The Dutch government had opened trade with English merchants in 1704. The agreement stipulated that part of each cargo was draft horses for use on the sugar plantations. Rhode Island's Narragansett country raised sturdy work animals and they, with the somewhat inferior Rhode Island tobacco, lumber, and provisions were staples of trade used in obtaining cargoes of molasses and sugar at the Dutch port. Once the war started, the Dutch transshipped Yankee provisions to the French islands. This highly profitable trade was threatened by the British "Rule of 1756" which held that a neutral power could not in war time legally engage in a trade forbidden in peace. Normally the Dutch did not trade with French West Indian islands, and their vessels were thus subject to capture by the Royal Navy. The chance for handsome profits kept the trade flourishing. Under pressure from Governor Shirley and Lord Loudon, however, the Rhode Island Assembly in January 1757 forbade "exportation from any port or place within this colony to any Dutch or neutral port."[7] This is one of the laws Pares probably had in mind when he stated that "Rhode Island passed laws which would have had excellent results had they been enforced and obeyed."

Trading with the enemy using flags of truce, and trading with a neutral nation, the Dutch, for transshipping provisions to the French have been noted. Our Rhode Island ancestors had still another device to turn an honest pound during wartime; Privateering.
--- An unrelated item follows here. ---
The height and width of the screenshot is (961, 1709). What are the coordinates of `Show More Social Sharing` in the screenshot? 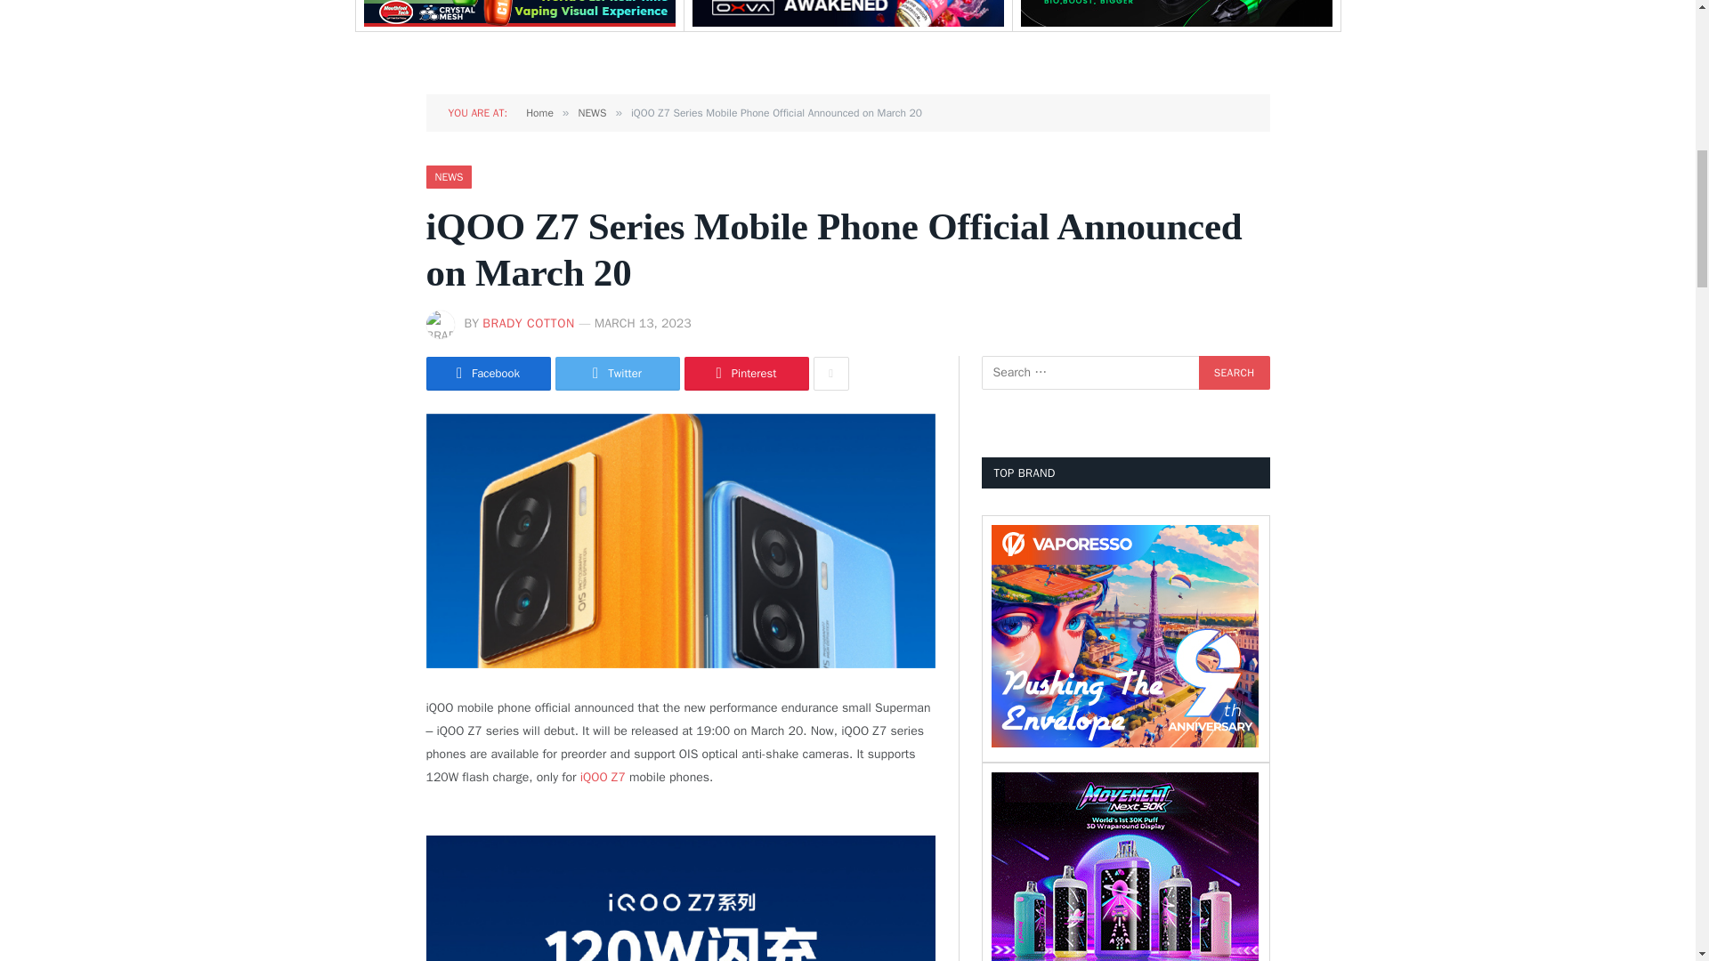 It's located at (831, 373).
A privateer is an armed vessel, owned and manned by private persons, commissioned by the government, authorizing the owners to use it against hostile nations, particularly in the capture of merchant shipping. The commissions, called letters of marque, were issued by the Admiralty or by colonial governors when authorized by the Admiralty. Privateering was very popular with Rhode Island merchants and mariners. In the War of the Spanish Succession, 1701-1713, Captain William Wanton of Portsmouth, first Rhode Island privateer, was commissioned on June 25, 1702 to operate against the French in the Gulf of Saint Lawrence. He returned to Newport in September with three captured ships. one of them a French privateer, and all loaded with fish. During King George's War (1739-1748) the governor of the colony was authorized by the king to issue "letters of Marque and Reprisal to any of our loving subjects." The governor, in turn, authorized the captain "to set forth in a hostile manner the said vessel under his command and therewith by force of arms to apprehend, seize and take the ships. vessels and goods belonging to Spain or France and bring them into a Court of Admiralty for condemnation." Nearly 180 privateers were commissioned in Rhode Island between 1702 and the outbreak of revolution. Some distinguished colonial families engaged in this lucrative but dangerous enterprise: Browns, Malbones, Ellerys, Updikes, Ayraults, Jenckeses, and Hopkinses. Fortunes were made and lost. Richard Partridge, a Quaker, the colony's agent in London, reported to the King in 1757 "that it is well known that the Colony afors’d is extremely obnoxious to the French and much an object of their Resentm’t on account of the great Mischief done to their Trade during the last War by Rhd Privateers of which they fitted out more than any other of the Northern Colonys."[9] It is a fair assumption that privateers preying on French shipping in the West Indies would frequently put into Surinam, a neutral port during 1754-1758.